What We're Watching: Nicaragua says hello China, goodbye Taiwan

What We're Watching: Nicaragua says hello China, goodbye Taiwan
Chinese Vice Foreign Minister Ma Zhaoxu and Nicaraguan representative Laureano Ortega attend the signing ceremony of the joint communique on the resumption of diplomatic relations between the People's Republic of China and the Republic of Nicaragua, in Tianjin, China December 10, 2021.
Yue Yuewei/Xinhua via REUTERS

Taiwan’s decreasing diplomatic traction. Nicaragua is the latest country to drop recognition of Taiwan in favor of the People's Republic of China, which considers the self-governing island as part of its territory.
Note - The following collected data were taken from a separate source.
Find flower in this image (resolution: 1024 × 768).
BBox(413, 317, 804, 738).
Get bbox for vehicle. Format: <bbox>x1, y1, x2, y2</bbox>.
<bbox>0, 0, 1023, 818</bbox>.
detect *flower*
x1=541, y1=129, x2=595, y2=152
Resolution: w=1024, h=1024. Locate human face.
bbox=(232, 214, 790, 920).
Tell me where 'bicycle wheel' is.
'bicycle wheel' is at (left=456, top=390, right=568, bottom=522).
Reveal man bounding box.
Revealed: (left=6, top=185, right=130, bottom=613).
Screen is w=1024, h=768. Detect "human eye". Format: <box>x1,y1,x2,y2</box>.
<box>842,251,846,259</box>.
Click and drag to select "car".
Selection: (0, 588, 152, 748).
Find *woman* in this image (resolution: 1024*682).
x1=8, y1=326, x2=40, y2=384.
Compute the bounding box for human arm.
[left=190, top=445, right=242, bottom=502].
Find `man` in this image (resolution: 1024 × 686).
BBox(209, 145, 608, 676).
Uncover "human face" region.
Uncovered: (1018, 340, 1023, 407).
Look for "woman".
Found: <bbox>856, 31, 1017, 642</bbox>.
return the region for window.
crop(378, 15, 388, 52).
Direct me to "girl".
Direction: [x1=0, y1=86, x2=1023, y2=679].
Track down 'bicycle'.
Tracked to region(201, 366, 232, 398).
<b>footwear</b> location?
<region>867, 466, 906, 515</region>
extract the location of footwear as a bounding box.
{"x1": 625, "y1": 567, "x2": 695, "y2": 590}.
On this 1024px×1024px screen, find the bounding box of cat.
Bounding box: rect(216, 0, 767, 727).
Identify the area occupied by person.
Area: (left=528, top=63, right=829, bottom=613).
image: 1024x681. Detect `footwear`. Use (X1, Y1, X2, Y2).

Beijing has long lobbied aggressively for the diplomatic isolation of Taiwan with both carrots (mostly promising a lot of cash to those who switch sides) and sticks (like downgrading ties with Lithuania for allowing Taiwan to open a de-facto embassy in Vilnius). China's efforts are paying off: today only 13 mostly small nations plus the Vatican still recognize Taiwan and not the People’s Republic, down from 21 just five years ago. But in Central America the tilt towards Beijing also has to do with US sanctions against the authoritarian leaders of first El Salvador — which ditched Taiwan to embrace China three years ago — and now Nicaragua. Meanwhile, China continues to invest big in the region, and will likely spend more money in Nicaragua very soon. Ironically, Washington’s actions to aid democracy in Central America may actually bring some of its countries closer to America's authoritarian rival.

More from GZERO Media

Graph showing the rise of the missing persons in Mexico from 2000-2024.
Eileen Zhang

Last Saturday, thousands of Mexicans marked the International Day of the Disappeared by taking to the streets of the country’s major cities, imploring the government to do more to find an estimated 130,000 missing persons

Jeff Frampton

Seven warships, a nuclear submarine, over two thousand Marines, and several spy planes. Over the past week, the United States has stacked a serious military footprint off Venezuela’s coast.